Birdman’s artists – Alejandro González Iñárritu, Michael Keaton, Edward Norton, Antonio Sanchez, Emmanuel Lubezki, Douglas Crise, Stephen Mirrione – will be nominated for all of the major film awards, and they probably deserve to win.
But Birdman is deliberately unlike other films:
Birdman seeks to have no meaning.
That’s right. The artists deliberately conspire to lead the audience to believe they are watching a profound meditation of all of our favorite literary themes – authenticity, identity, illusion, reality, family, fame, etc. – while using the audience’s burning desire for meaning to sustain their interest in the film and create a film without any meaning whatsoever.
Aside from the meaningful themes, the film is loaded with actors playing roles onstage and off, caught between stage and screen, family and fortune, suicide just a scene away. Rooms hold provocative objects – the head of a Hindu god, for example. Characters do unnatural things – levitate and wield the power of telekinesis. Reporters quote Roland Barthes, leading hip audience members to begin to ponder whether Birdman is a “readerly” or “writerly” “text”.
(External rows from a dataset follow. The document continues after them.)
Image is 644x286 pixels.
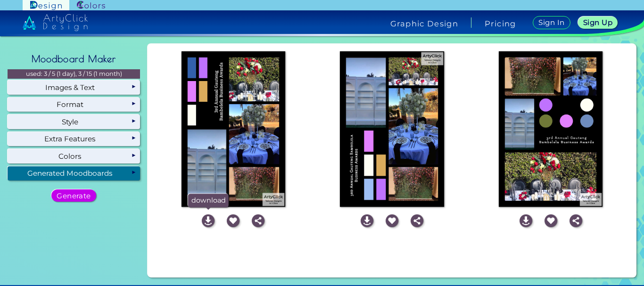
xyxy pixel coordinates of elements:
[252,214,264,227] img: icon_share_white.svg
[569,214,582,227] img: icon_share_white.svg
[539,20,563,26] h5: Sign In
[77,1,105,10] img: ArtyClick Colors logo
[188,194,229,207] p: download
[59,192,89,199] h5: Generate
[361,214,373,227] img: icon_download_white.svg
[390,20,458,28] h4: Graphic Design
[484,20,516,28] a: Pricing
[27,48,121,69] h2: Moodboard Maker
[7,132,140,146] div: Extra Features
[227,214,240,227] img: icon_favourite_white.svg
[202,214,214,227] img: icon_download_white.svg
[411,214,423,227] img: icon_share_white.svg
[7,69,140,79] p: used: 3 / 5 (1 day), 3 / 15 (1 month)
[22,14,88,31] img: artyclick_design_logo_white_combined_path.svg
[7,114,140,129] div: Style
[7,167,140,180] div: Generated Moodboards
[385,214,398,227] img: icon_favourite_white.svg
[544,214,557,227] img: icon_favourite_white.svg
[580,17,615,28] a: Sign Up
[534,17,568,29] a: Sign In
[584,20,611,26] h5: Sign Up
[7,149,140,163] div: Colors
[519,214,532,227] img: icon_download_white.svg
[7,80,140,94] div: Images & Text
[7,98,140,111] div: Format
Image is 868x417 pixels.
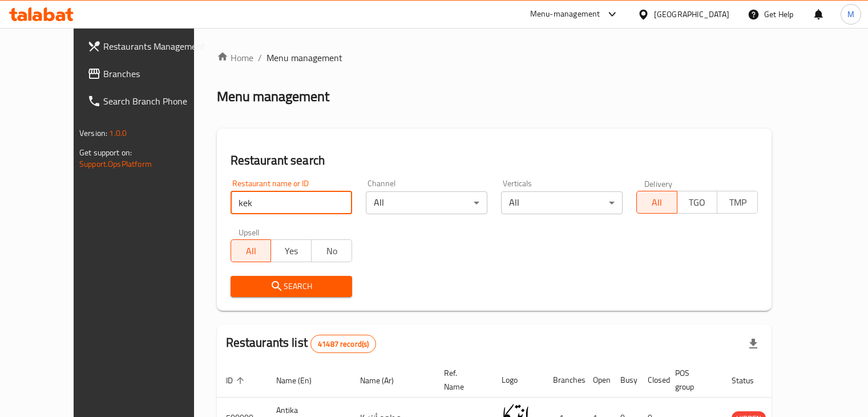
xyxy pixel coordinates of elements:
[231,192,352,214] input: Search for restaurant name or ID..
[231,152,758,169] h2: Restaurant search
[311,239,352,262] button: No
[103,66,210,81] span: Branches
[636,191,677,214] button: All
[103,39,210,53] span: Restaurants Management
[639,363,666,398] th: Closed
[236,243,268,259] span: All
[270,239,312,262] button: Yes
[226,374,247,387] span: ID
[740,330,767,357] div: Export file
[731,374,769,387] span: Status
[275,243,307,259] span: Yes
[311,334,376,352] div: Total records count
[676,366,709,394] span: POS group
[267,51,343,65] span: Menu management
[848,8,855,20] span: M
[226,334,376,352] h2: Restaurants list
[103,94,210,108] span: Search Branch Phone
[717,191,758,214] button: TMP
[493,363,544,398] th: Logo
[217,51,772,65] nav: breadcrumb
[642,195,673,211] span: All
[78,33,218,60] a: Restaurants Management
[109,125,127,141] span: 1.0.0
[276,374,326,387] span: Name (En)
[611,363,639,398] th: Busy
[240,279,343,294] span: Search
[366,192,487,214] div: All
[317,243,347,259] span: No
[722,195,753,211] span: TMP
[654,8,729,20] div: [GEOGRAPHIC_DATA]
[258,51,262,65] li: /
[644,179,673,188] label: Delivery
[79,145,132,160] span: Get support on:
[217,88,329,106] h2: Menu management
[544,363,584,398] th: Branches
[682,195,713,211] span: TGO
[79,125,107,141] span: Version:
[444,366,479,394] span: Ref. Name
[217,51,253,65] a: Home
[501,192,623,214] div: All
[311,339,375,350] span: 41487 record(s)
[78,60,218,88] a: Branches
[78,88,218,115] a: Search Branch Phone
[584,363,611,398] th: Open
[231,239,271,262] button: All
[231,275,352,297] button: Search
[239,228,260,236] label: Upsell
[79,156,152,171] a: Support.OpsPlatform
[530,8,600,21] div: Menu-management
[677,191,718,214] button: TGO
[360,374,409,387] span: Name (Ar)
The creators’ true intent sneaks out in two ways: the so-called Susan Sontag quotation attached to the hero’s mirror – “A thing is a thing, not what is said of that thing,” and the Macbeth soliloquy narrating the hero’s walk through Manhattan – “a tale told by an idiot, full of sound and fury, signifying nothing.”
The artists of Birdman are anything but idiots, but they have created a film full of great artistry and technique signifying nothing.
Birdman is simply Birdman, not what is said of Birdman.
To paraphrase Archibald Macleish’s Ars Poetica, the creators believe Birdman should “not mean, but be.”
The 19th century Aestheticists would have seen Birdman for what it is, and applauded – a film for film’s sake, a celebration of imagination and technique in the service of nothing more than imagination and technique.
They succeed brilliantly.
As critic Glenn Kenny has said, “Birdman [has] to be one of my top movie going experiences of 2014.”